The whole idea of the Soundex thing is to handle misspelled addresses. That may not be what you want, in which case just ignore this Soundex idea.
Good luck.
Removing spaces, commas and dashes will be ambiguous . It will be better to replace them with a single space.
Take for example this address
56 5th avenue
And this
5, 65th avenue
with your method both of them will be:
565THAV
What you can do is write a good address shortening algorithm and then use string comparison to detect duplicates. This should be enough to detect duplicates in the general case. A general similarity algorithm won't work. Because one number difference can mean a huge change in Addresses.
The algorithm can go like this:
replace all commas dashes with spaces. Use he translate method for that.
Build a dictionary with words and their abbreviated form
Remove the TH part if it was following a number.
This should be helpful in building your dictionary of abbreviations:
https://pe.usps.com/text/pub28/28apc_002.htm
I regularly inspect addresses for duplication where I work, and I have to say, I find Soundex highly unsuitable. It's both too slow and too eager to match things. I have similar issues with Levenshtein distance.
What has worked best for me is to sanitize and tokenize the addresses (get rid of punctuation, split things up into words) and then just see how many tokens match up. Because addresses typically have several tokens, you can develop a level of confidence in terms of a combination of (1) how many tokens were matched, (2) how many numeric tokens were matched, and (3) how many tokens are available.
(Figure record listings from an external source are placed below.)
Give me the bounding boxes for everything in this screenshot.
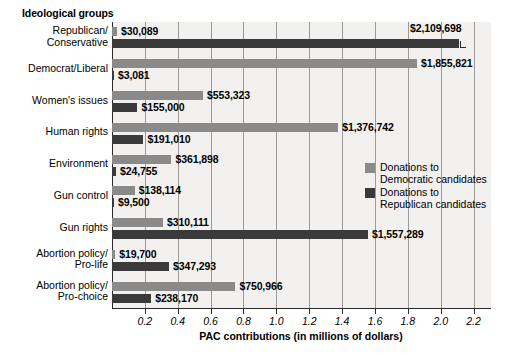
x-tick-mark <box>211 309 212 314</box>
bar-value-democratic: $138,114 <box>139 184 181 196</box>
bar-value-democratic: $553,323 <box>207 89 250 101</box>
x-tick-label: 1.4 <box>335 315 350 327</box>
bar-republican <box>112 135 143 144</box>
bar-republican <box>112 103 137 112</box>
x-tick-label: 0.8 <box>236 315 251 327</box>
bar-republican <box>112 71 114 80</box>
bar-democratic <box>112 218 163 227</box>
bar-democratic <box>112 91 203 100</box>
bar-value-democratic: $310,111 <box>167 216 209 228</box>
x-tick-mark <box>145 309 146 314</box>
category-label-line: Human rights <box>0 126 108 138</box>
x-tick-mark <box>309 309 310 314</box>
legend-label-line: Democratic candidates <box>380 174 487 186</box>
bar-democratic <box>112 186 135 195</box>
bar-value-republican: $24,755 <box>120 165 157 177</box>
legend-label-line: Donations to <box>380 162 487 174</box>
x-tick-label: 1.8 <box>401 315 416 327</box>
bar-republican <box>112 262 169 271</box>
legend-item: Donations toDemocratic candidates <box>365 162 487 185</box>
leader-line <box>460 41 466 48</box>
legend-label: Donations toDemocratic candidates <box>380 162 487 185</box>
legend-swatch-dem <box>365 163 375 173</box>
bar-republican <box>112 198 114 207</box>
category-label: Human rights <box>0 126 108 138</box>
x-tick-mark <box>276 309 277 314</box>
bar-value-republican: $2,109,698 <box>410 22 462 34</box>
bar-value-democratic: $1,855,821 <box>421 57 473 69</box>
x-tick-label: 0.6 <box>203 315 218 327</box>
bar-republican <box>112 167 116 176</box>
category-label: Abortion policy/Pro-choice <box>0 280 108 303</box>
category-label-line: Women's issues <box>0 95 108 107</box>
x-tick-label: 0.4 <box>170 315 185 327</box>
category-label-line: Pro-choice <box>0 291 108 303</box>
bar-value-democratic: $19,700 <box>119 248 156 260</box>
x-tick-mark <box>243 309 244 314</box>
y-axis-title: Ideological groups <box>22 7 114 19</box>
bar-republican <box>112 39 459 48</box>
bar-value-democratic: $361,898 <box>175 153 218 165</box>
category-label: Women's issues <box>0 95 108 107</box>
legend: Donations toDemocratic candidatesDonatio… <box>365 162 487 212</box>
bar-democratic <box>112 123 338 132</box>
bar-republican <box>112 230 368 239</box>
x-tick-mark <box>441 309 442 314</box>
pac-contributions-bar-chart: Ideological groups 0.20.40.60.81.01.21.4… <box>0 0 510 355</box>
category-label: Gun rights <box>0 222 108 234</box>
bar-value-republican: $191,010 <box>147 133 190 145</box>
x-tick-mark <box>342 309 343 314</box>
bar-value-republican: $155,000 <box>141 101 184 113</box>
bar-republican <box>112 294 151 303</box>
x-tick-label: 2.0 <box>433 315 448 327</box>
category-label-line: Environment <box>0 158 108 170</box>
category-label: Environment <box>0 158 108 170</box>
x-tick-label: 1.0 <box>269 315 284 327</box>
category-label: Gun control <box>0 190 108 202</box>
category-label-line: Gun control <box>0 190 108 202</box>
bar-value-republican: $3,081 <box>118 69 150 81</box>
x-tick-label: 0.2 <box>138 315 153 327</box>
x-tick-mark <box>408 309 409 314</box>
category-label-line: Gun rights <box>0 222 108 234</box>
bar-value-republican: $1,557,289 <box>372 228 424 240</box>
bar-value-democratic: $30,089 <box>121 25 158 37</box>
x-tick-label: 1.2 <box>302 315 317 327</box>
x-tick-mark <box>375 309 376 314</box>
legend-item: Donations toRepublican candidates <box>365 187 487 210</box>
category-label: Republican/Conservative <box>0 25 108 48</box>
bar-democratic <box>112 59 417 68</box>
x-tick-label: 1.6 <box>368 315 383 327</box>
category-label: Abortion policy/Pro-life <box>0 248 108 271</box>
legend-label-line: Republican candidates <box>380 199 486 211</box>
category-label: Democrat/Liberal <box>0 63 108 75</box>
category-label-line: Democrat/Liberal <box>0 63 108 75</box>
x-axis-title: PAC contributions (in millions of dollar… <box>112 330 490 342</box>
category-label-line: Conservative <box>0 37 108 49</box>
legend-swatch-rep <box>365 188 375 198</box>
bar-democratic <box>112 282 235 291</box>
bar-value-democratic: $750,966 <box>239 280 282 292</box>
x-tick-mark <box>474 309 475 314</box>
legend-label-line: Donations to <box>380 187 486 199</box>
bar-value-republican: $9,500 <box>118 196 150 208</box>
x-tick-mark <box>178 309 179 314</box>
bar-value-republican: $347,293 <box>173 260 216 272</box>
legend-label: Donations toRepublican candidates <box>380 187 486 210</box>
category-label-line: Pro-life <box>0 259 108 271</box>
bar-democratic <box>112 250 115 259</box>
bar-democratic <box>112 155 171 164</box>
bar-value-democratic: $1,376,742 <box>342 121 394 133</box>
bar-value-republican: $238,170 <box>155 292 198 304</box>
bar-democratic <box>112 27 117 36</box>
x-tick-label: 2.2 <box>466 315 481 327</box>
For example, if all tokens in the shorter address are in the longer address, the confidence of a match is pretty high. Likewise, if you match 5 tokens including at least one that's numeric, even if the addresses each have 8, that's still a high-confidence match.
It's definitely useful to do some tweaking, like substituting some common abbreviations. The USPS lists help, though I wouldn't go gung-ho trying to implement all of them, and some of the most valuable substitutions aren't on those lists. For example, 'JFK' should be a match for 'JOHN F KENNEDY', and there are a number of common ways to shorten 'MARTIN LUTHER KING JR'.
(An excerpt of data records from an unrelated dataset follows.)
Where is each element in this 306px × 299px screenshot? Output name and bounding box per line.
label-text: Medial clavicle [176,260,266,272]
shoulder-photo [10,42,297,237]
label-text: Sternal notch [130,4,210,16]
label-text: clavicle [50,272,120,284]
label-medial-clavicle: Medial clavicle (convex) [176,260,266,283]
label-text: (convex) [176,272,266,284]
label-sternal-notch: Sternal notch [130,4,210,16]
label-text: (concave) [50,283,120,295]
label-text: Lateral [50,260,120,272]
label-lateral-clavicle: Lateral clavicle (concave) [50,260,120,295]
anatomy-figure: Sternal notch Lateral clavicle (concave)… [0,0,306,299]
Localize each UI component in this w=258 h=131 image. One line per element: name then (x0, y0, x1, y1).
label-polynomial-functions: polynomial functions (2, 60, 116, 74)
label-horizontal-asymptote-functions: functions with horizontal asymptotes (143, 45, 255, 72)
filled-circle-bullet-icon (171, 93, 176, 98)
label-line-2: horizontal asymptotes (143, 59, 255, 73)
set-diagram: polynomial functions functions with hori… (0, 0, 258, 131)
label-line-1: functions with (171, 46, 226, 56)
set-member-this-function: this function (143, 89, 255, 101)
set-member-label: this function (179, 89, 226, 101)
Maybe it goes without saying but I'll say it anyway, for completeness: Don't forget to just do a straight string comparison on the whole address before messing with more complicated things! This should be a very cheap test, and thus is probably a no-brainer first pass.
Obviously, the more time you're willing and able to spend (both on programming/testing and on run time), the better you'll be able to do. Fuzzy string matching techniques (faster and less generalized kinds than Levenshtein) can be useful, as a separate pass from the token approach (I wouldn't try to fuzzy match individual tokens against each other). I find that fuzzy string matching doesn't give me enough bang for my buck on addresses (though I will use it on names).
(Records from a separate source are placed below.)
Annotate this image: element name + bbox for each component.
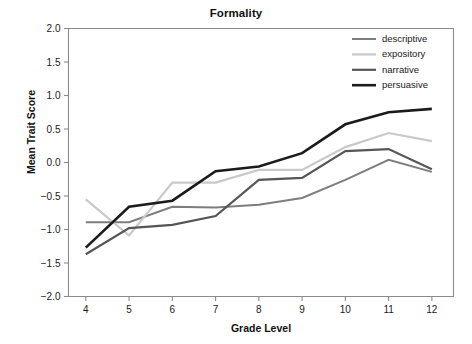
x-tick-labels: 456789101112: [83, 304, 438, 315]
y-tick-label: −1.5: [41, 258, 61, 269]
x-tick-label: 12: [426, 304, 438, 315]
x-tick-label: 11: [383, 304, 394, 315]
y-tick-labels: −2.0−1.5−1.0−0.50.00.51.01.52.0: [41, 23, 61, 302]
y-tick-label: 1.0: [47, 90, 61, 101]
legend-label-descriptive: descriptive: [382, 33, 427, 44]
x-tick-label: 10: [340, 304, 352, 315]
chart-figure: Formality Mean Trait Score Grade Level −…: [0, 0, 472, 344]
x-tick-label: 8: [256, 304, 262, 315]
x-tick-label: 4: [83, 304, 89, 315]
x-tick-label: 6: [170, 304, 176, 315]
x-tick-label: 9: [299, 304, 305, 315]
y-tick-label: 1.5: [47, 57, 61, 68]
y-tick-label: 2.0: [47, 23, 61, 34]
chart-legend: descriptiveexpositorynarrativepersuasive: [352, 33, 428, 90]
legend-label-expository: expository: [382, 48, 426, 59]
x-tick-label: 5: [126, 304, 132, 315]
legend-label-persuasive: persuasive: [382, 79, 428, 90]
y-tick-label: −2.0: [41, 291, 61, 302]
legend-label-narrative: narrative: [382, 64, 419, 75]
plot-area: −2.0−1.5−1.0−0.50.00.51.01.52.0 45678910…: [0, 0, 472, 344]
x-tick-label: 7: [213, 304, 219, 315]
series-line-expository: [86, 133, 432, 236]
data-series-group: [86, 109, 432, 254]
y-tick-label: 0.0: [47, 157, 61, 168]
y-tick-label: −1.0: [41, 224, 61, 235]
y-tick-label: 0.5: [47, 124, 61, 135]
y-tick-label: −0.5: [41, 191, 61, 202]
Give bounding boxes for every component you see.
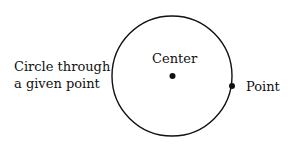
point-label: Point (246, 79, 281, 94)
circle-diagram: Center Point Circle through a given poin… (0, 0, 293, 150)
center-label: Center (152, 51, 198, 66)
caption-line-2: a given point (14, 76, 101, 91)
point-dot (229, 83, 235, 89)
caption-line-1: Circle through (14, 59, 111, 74)
center-dot (170, 73, 176, 79)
In order to do this right, you need to standardize your addresses according to USPS standards (your address examples appear to be US based). There are many direct marketing service providers that offer CASS (Coding Accuracy Support System) certification of postal addresses. The CASS process will standardize all of your addresses and append zip + 4 to them. Any undeliverable addresses will be flagged which will further reduce your postal mailing costs, if that is your intent. Once all of your addresses are standardized, eliminating duplicates will be trivial.
I had to do this once. I converted everything to lowercase, computed each address's Levenshtein distance to every other address, and ordered the results. It worked very well, but it was quite time-consuming.
You'll want to use an implementation of Levenshtein in C rather than in Python if you have a large data set. Mine was a few tens of thousands and took the better part of a day to run, I think.